Z-test (σ known): z = (x̄ - μ₀) / (σ/√n).

t-test (σ unknown): t = (x̄ - μ₀) / (s/√n), df = n-1.

Two-sample t-test: t = (x̄₁ - x̄₂) / √(s₁²/n₁ + s₂²/n₂).

Paired t-test: t-test on the differences dᵢ = xᵢ - yᵢ.

Chi-squared test: For categorical data (goodness of fit, independence).

F-test: Comparing two variances, ANOVA.

One-Tailed vs Two-Tailed

  • Two-tailed (H₁: μ ≠ μ₀): Reject if |test stat| > critical value.
  • Right-tailed (H₁: μ > μ₀): Reject if test stat > critical value.
  • Left-tailed (H₁: μ < μ₀): Reject if test stat < critical value.

Likelihood Ratio Tests

The likelihood ratio statistic:

Λ = L(θ̂₀) / L(θ̂)

where θ̂₀ is the MLE under H₀ and θ̂ is the unrestricted MLE.

Wilks' theorem: -2 ln(Λ) → χ²(k) as n → ∞, where k = difference in number of parameters.

This provides a general framework for comparing nested models.

Multiple Testing

Testing many hypotheses simultaneously inflates Type I error.

Bonferroni correction: Use α/m for each of m tests. Conservative.

Benjamini-Hochberg (FDR control): Sort p-values, reject pᵢ ≤ (i/m)·α. Controls false discovery rate.

Power Analysis

Power depends on:

  • Effect size (larger effect → higher power)
  • Sample size (larger n → higher power)
  • Significance level (larger α → higher power)
  • Variability (smaller σ → higher power)

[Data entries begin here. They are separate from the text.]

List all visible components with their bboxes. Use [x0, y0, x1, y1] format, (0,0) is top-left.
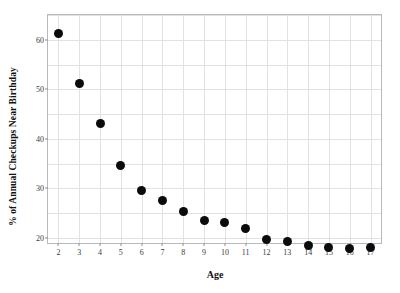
data-point — [200, 216, 209, 225]
y-tick-label: 60 — [36, 35, 44, 44]
gridline-horizontal — [48, 188, 381, 189]
x-tick-label: 9 — [202, 248, 206, 257]
data-point — [179, 207, 188, 216]
x-tick-mark — [100, 243, 101, 246]
gridline-vertical — [204, 15, 205, 243]
gridline-vertical — [79, 15, 80, 243]
gridline-horizontal — [48, 114, 381, 115]
x-tick-label: 10 — [221, 248, 229, 257]
gridline-horizontal — [48, 15, 381, 16]
gridline-horizontal — [48, 65, 381, 66]
gridline-vertical — [162, 15, 163, 243]
gridline-vertical — [246, 15, 247, 243]
data-point — [158, 196, 167, 205]
x-tick-mark — [58, 243, 59, 246]
x-tick-label: 3 — [77, 248, 81, 257]
gridline-horizontal — [48, 40, 381, 41]
x-tick-mark — [183, 243, 184, 246]
gridline-horizontal — [48, 164, 381, 165]
gridline-horizontal — [48, 238, 381, 239]
x-tick-label: 8 — [181, 248, 185, 257]
x-tick-label: 7 — [160, 248, 164, 257]
y-tick-label: 20 — [36, 234, 44, 243]
x-tick-mark — [245, 243, 246, 246]
gridline-vertical — [350, 15, 351, 243]
data-point — [75, 79, 84, 88]
y-axis-title: % of Annual Checkups Near Birthday — [0, 0, 26, 293]
gridline-vertical — [287, 15, 288, 243]
data-point — [262, 235, 271, 244]
y-tick-label: 30 — [36, 184, 44, 193]
gridline-horizontal — [48, 139, 381, 140]
gridline-vertical — [267, 15, 268, 243]
y-tick-mark — [45, 238, 48, 239]
data-point — [241, 224, 250, 233]
x-tick-label: 5 — [119, 248, 123, 257]
data-point — [366, 243, 375, 252]
y-tick-mark — [45, 89, 48, 90]
y-tick-label: 50 — [36, 85, 44, 94]
x-tick-label: 12 — [263, 248, 271, 257]
x-tick-mark — [141, 243, 142, 246]
chart-figure: % of Annual Checkups Near Birthday 20304… — [0, 0, 400, 293]
gridline-horizontal — [48, 213, 381, 214]
x-tick-mark — [120, 243, 121, 246]
x-tick-label: 11 — [242, 248, 250, 257]
y-tick-mark — [45, 39, 48, 40]
x-tick-label: 13 — [283, 248, 291, 257]
gridline-vertical — [225, 15, 226, 243]
gridline-vertical — [308, 15, 309, 243]
y-tick-mark — [45, 138, 48, 139]
data-point — [137, 186, 146, 195]
x-tick-label: 6 — [140, 248, 144, 257]
data-point — [283, 237, 292, 246]
gridline-vertical — [121, 15, 122, 243]
x-tick-mark — [162, 243, 163, 246]
gridline-vertical — [329, 15, 330, 243]
data-point — [54, 29, 63, 38]
data-point — [220, 218, 229, 227]
x-tick-mark — [79, 243, 80, 246]
gridline-vertical — [100, 15, 101, 243]
gridline-vertical — [142, 15, 143, 243]
data-point — [116, 161, 125, 170]
data-point — [96, 119, 105, 128]
gridline-horizontal — [48, 89, 381, 90]
gridline-vertical — [371, 15, 372, 243]
x-tick-mark — [224, 243, 225, 246]
y-tick-mark — [45, 188, 48, 189]
x-tick-label: 2 — [56, 248, 60, 257]
plot-area: 2030405060 234567891011121314151617 — [47, 14, 382, 244]
x-tick-mark — [204, 243, 205, 246]
x-axis-title: Age — [47, 269, 383, 280]
x-tick-label: 4 — [98, 248, 102, 257]
gridline-vertical — [58, 15, 59, 243]
y-tick-label: 40 — [36, 134, 44, 143]
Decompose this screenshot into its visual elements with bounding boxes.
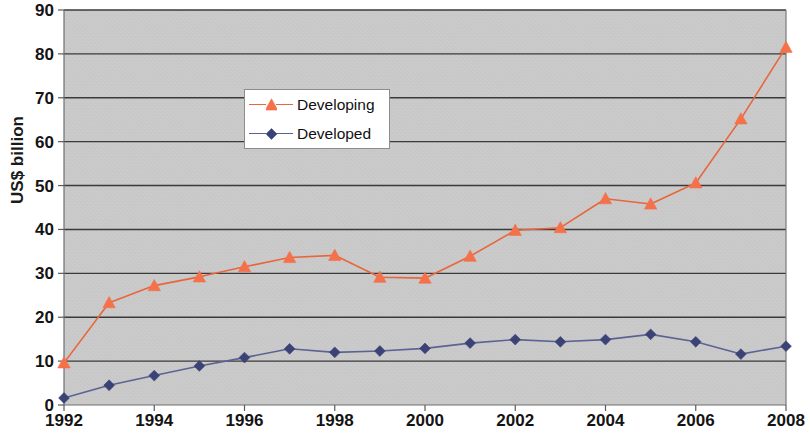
data-point-marker — [420, 343, 431, 354]
data-point-marker — [103, 297, 115, 308]
data-point-marker — [284, 343, 295, 354]
x-axis-tick-labels: 199219941996199820002002200420062008 — [0, 412, 802, 443]
x-tick-label: 2004 — [571, 412, 641, 431]
data-point-marker — [554, 221, 566, 232]
data-point-marker — [59, 393, 70, 404]
x-tick-label: 1994 — [119, 412, 189, 431]
data-point-marker — [465, 338, 476, 349]
x-tick-label: 1992 — [29, 412, 99, 431]
data-point-marker — [780, 41, 792, 52]
data-point-marker — [510, 334, 521, 345]
data-point-marker — [645, 329, 656, 340]
x-tick-label: 1998 — [300, 412, 370, 431]
data-point-marker — [735, 349, 746, 360]
y-tick-label: 80 — [2, 45, 54, 62]
y-tick-label: 90 — [2, 2, 54, 19]
data-point-marker — [329, 347, 340, 358]
x-tick-label: 2002 — [480, 412, 550, 431]
series-developing — [58, 41, 792, 368]
y-tick-label: 30 — [2, 265, 54, 282]
legend-key-triangle-icon — [245, 94, 297, 116]
legend-label-developed: Developed — [297, 126, 371, 142]
series-developed — [59, 329, 792, 403]
data-point-marker — [690, 336, 701, 347]
y-tick-label: 40 — [2, 221, 54, 238]
plot-area — [64, 10, 786, 405]
y-tick-label: 20 — [2, 309, 54, 326]
x-tick-label: 2006 — [661, 412, 731, 431]
y-axis-tick-labels: 0102030405060708090 — [0, 0, 54, 443]
x-tick-label: 2000 — [390, 412, 460, 431]
legend-key-diamond-icon — [245, 123, 297, 145]
legend-marker — [266, 99, 277, 110]
x-tick-label: 2008 — [751, 412, 810, 431]
data-point-marker — [374, 346, 385, 357]
legend-label-developing: Developing — [297, 97, 375, 113]
y-tick-label: 10 — [2, 353, 54, 370]
data-point-marker — [104, 380, 115, 391]
y-tick-label: 50 — [2, 177, 54, 194]
data-point-marker — [149, 370, 160, 381]
x-tick-label: 1996 — [210, 412, 280, 431]
legend-marker — [266, 129, 277, 140]
data-point-marker — [555, 336, 566, 347]
data-point-marker — [735, 113, 747, 124]
legend-item-developed: Developed — [245, 119, 391, 149]
y-tick-label: 70 — [2, 89, 54, 106]
data-point-marker — [600, 334, 611, 345]
legend-item-developing: Developing — [245, 90, 391, 120]
series-line — [64, 47, 786, 363]
plot-svg — [64, 10, 786, 405]
data-point-marker — [690, 177, 702, 188]
y-tick-label: 60 — [2, 133, 54, 150]
data-point-marker — [599, 193, 611, 204]
data-point-marker — [464, 250, 476, 261]
data-point-marker — [194, 361, 205, 372]
data-point-marker — [781, 341, 792, 352]
chart-legend: Developing Developed — [244, 89, 390, 149]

Use power analysis to determine the sample size needed to detect a given effect size.

Cohen's conventions: Small effect d = 0.2, medium d = 0.5, large d = 0.8 (for two-group comparison, d = (μ₁-μ₂)/σ).

Applications in CS

  • A/B testing: Compare conversion rates, latency, revenue between variants. Two-sample tests, confidence intervals for the difference.
  • Performance benchmarking: Is system A faster than system B? Paired t-test on matched workloads.
  • ML model evaluation: Is model A's accuracy significantly better than model B's? McNemar's test, bootstrap confidence intervals.
  • Anomaly detection: Test if observed metrics deviate significantly from baseline. Control charts use CI principles.
  • Database optimization: Test if a query plan change improves performance significantly.
  • Clinical trials: Sequential testing, interim analyses, adaptive designs.
  • Scientific computing: Validation of simulation results against analytical solutions.